Segment Start: Study material

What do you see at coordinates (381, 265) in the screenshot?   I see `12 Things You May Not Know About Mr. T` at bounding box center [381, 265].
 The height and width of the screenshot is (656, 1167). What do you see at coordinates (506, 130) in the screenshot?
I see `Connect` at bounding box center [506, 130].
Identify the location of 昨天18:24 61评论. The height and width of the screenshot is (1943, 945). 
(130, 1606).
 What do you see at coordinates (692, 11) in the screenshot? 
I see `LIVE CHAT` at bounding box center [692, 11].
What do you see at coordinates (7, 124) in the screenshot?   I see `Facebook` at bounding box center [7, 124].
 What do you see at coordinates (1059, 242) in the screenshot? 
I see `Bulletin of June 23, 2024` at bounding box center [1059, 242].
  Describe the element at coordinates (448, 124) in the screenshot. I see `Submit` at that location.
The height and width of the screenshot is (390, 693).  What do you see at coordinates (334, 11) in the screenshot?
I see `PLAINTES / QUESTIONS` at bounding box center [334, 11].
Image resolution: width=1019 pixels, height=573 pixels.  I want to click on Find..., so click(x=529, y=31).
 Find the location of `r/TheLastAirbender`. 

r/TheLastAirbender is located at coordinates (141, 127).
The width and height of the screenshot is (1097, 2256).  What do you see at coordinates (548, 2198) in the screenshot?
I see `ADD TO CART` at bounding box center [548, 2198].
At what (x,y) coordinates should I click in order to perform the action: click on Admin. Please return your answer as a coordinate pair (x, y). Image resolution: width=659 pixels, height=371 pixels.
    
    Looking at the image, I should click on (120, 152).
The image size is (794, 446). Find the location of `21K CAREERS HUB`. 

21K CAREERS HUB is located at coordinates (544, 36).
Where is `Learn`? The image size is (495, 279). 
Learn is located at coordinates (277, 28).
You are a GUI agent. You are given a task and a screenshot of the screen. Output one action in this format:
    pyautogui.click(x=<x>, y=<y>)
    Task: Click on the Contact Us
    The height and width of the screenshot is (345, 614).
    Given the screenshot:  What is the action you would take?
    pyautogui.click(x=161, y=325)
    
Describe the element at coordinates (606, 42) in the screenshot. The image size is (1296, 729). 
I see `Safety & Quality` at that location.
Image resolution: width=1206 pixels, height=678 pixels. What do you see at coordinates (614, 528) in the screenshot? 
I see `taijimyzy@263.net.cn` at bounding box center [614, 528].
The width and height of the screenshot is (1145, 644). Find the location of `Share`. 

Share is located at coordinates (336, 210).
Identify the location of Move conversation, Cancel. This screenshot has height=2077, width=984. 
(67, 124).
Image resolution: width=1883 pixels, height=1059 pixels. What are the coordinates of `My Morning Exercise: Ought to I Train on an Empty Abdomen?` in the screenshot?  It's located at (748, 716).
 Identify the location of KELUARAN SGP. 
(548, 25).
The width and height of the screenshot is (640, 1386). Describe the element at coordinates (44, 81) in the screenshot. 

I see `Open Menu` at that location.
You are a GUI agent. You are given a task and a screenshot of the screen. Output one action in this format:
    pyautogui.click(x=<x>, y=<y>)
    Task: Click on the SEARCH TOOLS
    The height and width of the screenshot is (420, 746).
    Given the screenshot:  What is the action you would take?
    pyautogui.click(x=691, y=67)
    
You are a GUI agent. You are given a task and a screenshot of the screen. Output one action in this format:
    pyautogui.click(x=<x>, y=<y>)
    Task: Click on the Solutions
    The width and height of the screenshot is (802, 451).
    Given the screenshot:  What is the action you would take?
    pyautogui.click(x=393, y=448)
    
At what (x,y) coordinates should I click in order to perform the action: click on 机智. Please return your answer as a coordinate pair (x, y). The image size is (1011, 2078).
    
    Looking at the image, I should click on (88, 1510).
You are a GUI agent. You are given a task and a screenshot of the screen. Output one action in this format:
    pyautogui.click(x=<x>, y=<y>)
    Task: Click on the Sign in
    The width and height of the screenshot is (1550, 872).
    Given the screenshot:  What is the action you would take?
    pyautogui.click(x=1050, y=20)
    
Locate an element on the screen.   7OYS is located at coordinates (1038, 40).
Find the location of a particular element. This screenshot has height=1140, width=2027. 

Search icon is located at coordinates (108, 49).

Segment End: Study material

* Activity *
The data above should be reproduced in full, word for word.

* Written reply *
What do you see at coordinates (381, 265) in the screenshot?   I see `12 Things You May Not Know About Mr. T` at bounding box center [381, 265].
 The height and width of the screenshot is (656, 1167). What do you see at coordinates (506, 130) in the screenshot?
I see `Connect` at bounding box center [506, 130].
Identify the location of 昨天18:24 61评论. The height and width of the screenshot is (1943, 945). 
(130, 1606).
 What do you see at coordinates (692, 11) in the screenshot? 
I see `LIVE CHAT` at bounding box center [692, 11].
What do you see at coordinates (7, 124) in the screenshot?   I see `Facebook` at bounding box center [7, 124].
 What do you see at coordinates (1059, 242) in the screenshot? 
I see `Bulletin of June 23, 2024` at bounding box center [1059, 242].
  Describe the element at coordinates (448, 124) in the screenshot. I see `Submit` at that location.
The height and width of the screenshot is (390, 693).  What do you see at coordinates (334, 11) in the screenshot?
I see `PLAINTES / QUESTIONS` at bounding box center [334, 11].
Image resolution: width=1019 pixels, height=573 pixels.  I want to click on Find..., so click(x=529, y=31).
 Find the location of `r/TheLastAirbender`. 

r/TheLastAirbender is located at coordinates (141, 127).
The width and height of the screenshot is (1097, 2256).  What do you see at coordinates (548, 2198) in the screenshot?
I see `ADD TO CART` at bounding box center [548, 2198].
At what (x,y) coordinates should I click in order to perform the action: click on Admin. Please return your answer as a coordinate pair (x, y). Image resolution: width=659 pixels, height=371 pixels.
    
    Looking at the image, I should click on (120, 152).
The image size is (794, 446). Find the location of `21K CAREERS HUB`. 

21K CAREERS HUB is located at coordinates (544, 36).
Where is `Learn`? The image size is (495, 279). 
Learn is located at coordinates (277, 28).
You are a GUI agent. You are given a task and a screenshot of the screen. Output one action in this format:
    pyautogui.click(x=<x>, y=<y>)
    Task: Click on the Contact Us
    The height and width of the screenshot is (345, 614).
    Given the screenshot:  What is the action you would take?
    pyautogui.click(x=161, y=325)
    
Describe the element at coordinates (606, 42) in the screenshot. The image size is (1296, 729). 
I see `Safety & Quality` at that location.
Image resolution: width=1206 pixels, height=678 pixels. What do you see at coordinates (614, 528) in the screenshot? 
I see `taijimyzy@263.net.cn` at bounding box center [614, 528].
The width and height of the screenshot is (1145, 644). Find the location of `Share`. 

Share is located at coordinates (336, 210).
Identify the location of Move conversation, Cancel. This screenshot has height=2077, width=984. 
(67, 124).
Image resolution: width=1883 pixels, height=1059 pixels. What are the coordinates of `My Morning Exercise: Ought to I Train on an Empty Abdomen?` in the screenshot?  It's located at (748, 716).
 Identify the location of KELUARAN SGP. 
(548, 25).
The width and height of the screenshot is (640, 1386). Describe the element at coordinates (44, 81) in the screenshot. 

I see `Open Menu` at that location.
You are a GUI agent. You are given a task and a screenshot of the screen. Output one action in this format:
    pyautogui.click(x=<x>, y=<y>)
    Task: Click on the SEARCH TOOLS
    The height and width of the screenshot is (420, 746).
    Given the screenshot:  What is the action you would take?
    pyautogui.click(x=691, y=67)
    
You are a GUI agent. You are given a task and a screenshot of the screen. Output one action in this format:
    pyautogui.click(x=<x>, y=<y>)
    Task: Click on the Solutions
    The width and height of the screenshot is (802, 451).
    Given the screenshot:  What is the action you would take?
    pyautogui.click(x=393, y=448)
    
At what (x,y) coordinates should I click in order to perform the action: click on 机智. Please return your answer as a coordinate pair (x, y). The image size is (1011, 2078).
    
    Looking at the image, I should click on (88, 1510).
You are a GUI agent. You are given a task and a screenshot of the screen. Output one action in this format:
    pyautogui.click(x=<x>, y=<y>)
    Task: Click on the Sign in
    The width and height of the screenshot is (1550, 872).
    Given the screenshot:  What is the action you would take?
    pyautogui.click(x=1050, y=20)
    
Locate an element on the screen.   7OYS is located at coordinates (1038, 40).
Find the location of a particular element. This screenshot has height=1140, width=2027. 

Search icon is located at coordinates (108, 49).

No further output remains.